If you have a large savings bond position, consider spreading redemptions across multiple years to avoid pushing your MAGI above the IRMAA threshold in any single year. For example, redeeming $30,000 in bonds might generate $10,000 in interest income — enough to cross the $109,000 line if your other income (Social Security, RMDs, pensions) is already near it. A fee-only advisor who works with widows can help you model the right sequence.

Common Mistakes with Inherited Savings Bonds

MistakeConsequenceWhat to do instead
Letting paper bonds sit unclaimed, assuming nothing needs to be done Bonds may stop earning (if past maturity); paper bonds can be destroyed or lost Locate all paper bonds now; verify maturity dates; redeem or transfer
Assuming savings bonds get a step-up in basis like brokerage accounts Underestimating tax bill at redemption Treat interest as ordinary income; model tax impact before redeeming
Missing the election to report accrued interest on the final joint return Paying future single-filer rates on all the accrued interest from your spouse's lifetime Have your CPA evaluate the election before filing the final return
Redeeming I Bonds in a year when income is already high Interest taxed in top brackets; possible IRMAA surcharge Plan redemptions across lower-income years
Not knowing your spouse had a TreasuryDirect account Electronic bonds go unclaimed Search email history for TreasuryDirect.gov; check bank statements for TreasuryDirect transactions
Cashing in I Bonds within the first 12 months Cannot redeem — minimum 12-month hold is strict Wait until the 12-month anniversary of purchase before attempting redemption

Sources

  1. TreasuryDirect — Series I Bonds.

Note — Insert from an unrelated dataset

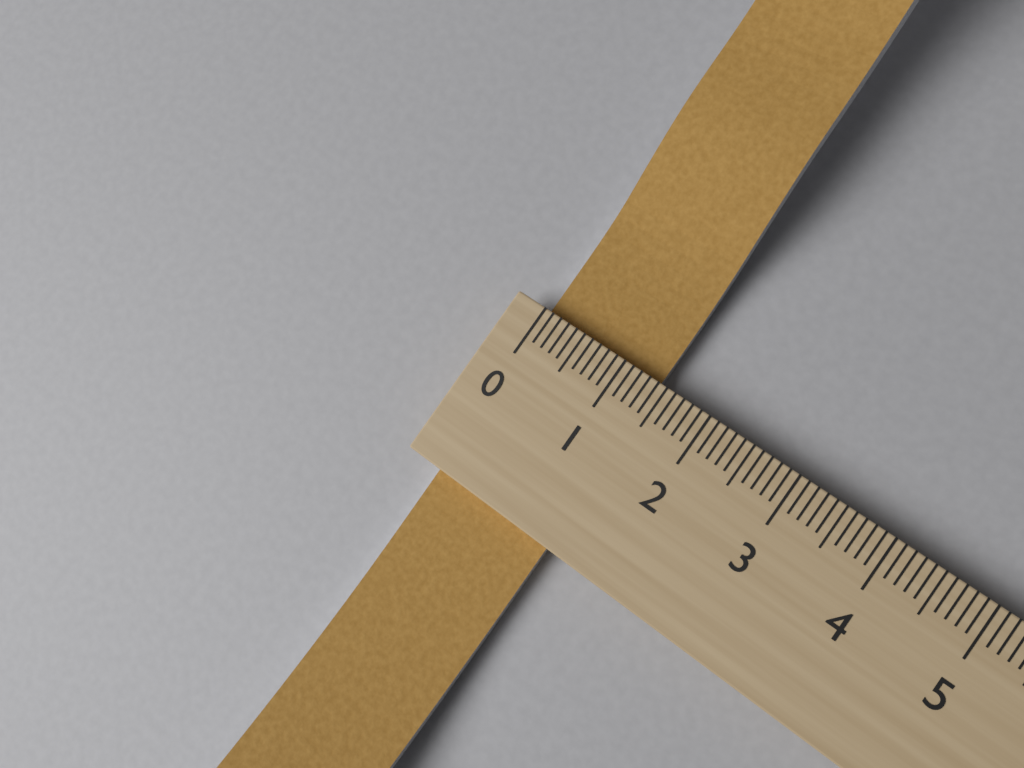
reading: 1.4 (no unit)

Current composite rate 4.26% for bonds purchased May–October 2026. 12-month minimum hold. 3-month interest penalty if redeemed before 5 years. 30-year maturity. Annual purchase limit: $10,000 per person (electronic) + $5,000 paper via tax refund.
  2. TreasuryDirect — Inheriting Savings Bonds as a Named Co-Owner or Beneficiary. Co-owner recognized as sole owner upon death of the other owner. Beneficiary may claim bond upon owner's death. Reissued bonds become electronic (no new paper bonds issued). Proof of death (death certificate) required.
  3. 31 C.F.R. § 363.44 — TreasuryDirect Account Owner Death. Estate entitled to securities in a deceased owner's TreasuryDirect account. Via Cornell LII.
  4. TreasuryDirect — Non-Administered Estates. Surviving spouse has first priority to act as voluntary representative. FS Form 5336 used for settling non-administered estates (bonds $100,000 or less). Certifying official signature required.
  5. IRS Publication 559 — Survivors, Executors, and Administrators (2025). Savings bond interest is income in respect of a decedent (IRD). Election to include all accrued interest on decedent's final return; transferee then reports only post-death interest. No step-up in basis for IRD items.
  6. SSA.gov — 2026 Medicare Premiums and IRMAA Thresholds. Single-filer IRMAA threshold: $109,000 MAGI (based on 2024 income). First surcharge tier: Part B premium rises from $202.90 to $284.10/month. Savings bond interest included in MAGI.

Savings bond redemption rules and rates verified against TreasuryDirect (May 2026). Tax treatment (IRD, final-return election) per IRS Publication 559. IRMAA thresholds per SSA.gov 2026 Medicare premium tables. Values verified May 2026.

Get a savings bond strategy review from a widow specialist

Deciding when to redeem inherited savings bonds requires modeling your complete income picture — RMDs, Social Security, pension income, and IRMAA thresholds — across multiple years. A fee-only advisor who specializes in widows can run the numbers and help you sequence bond redemptions to minimize your tax bill. Free match, no commission conflict.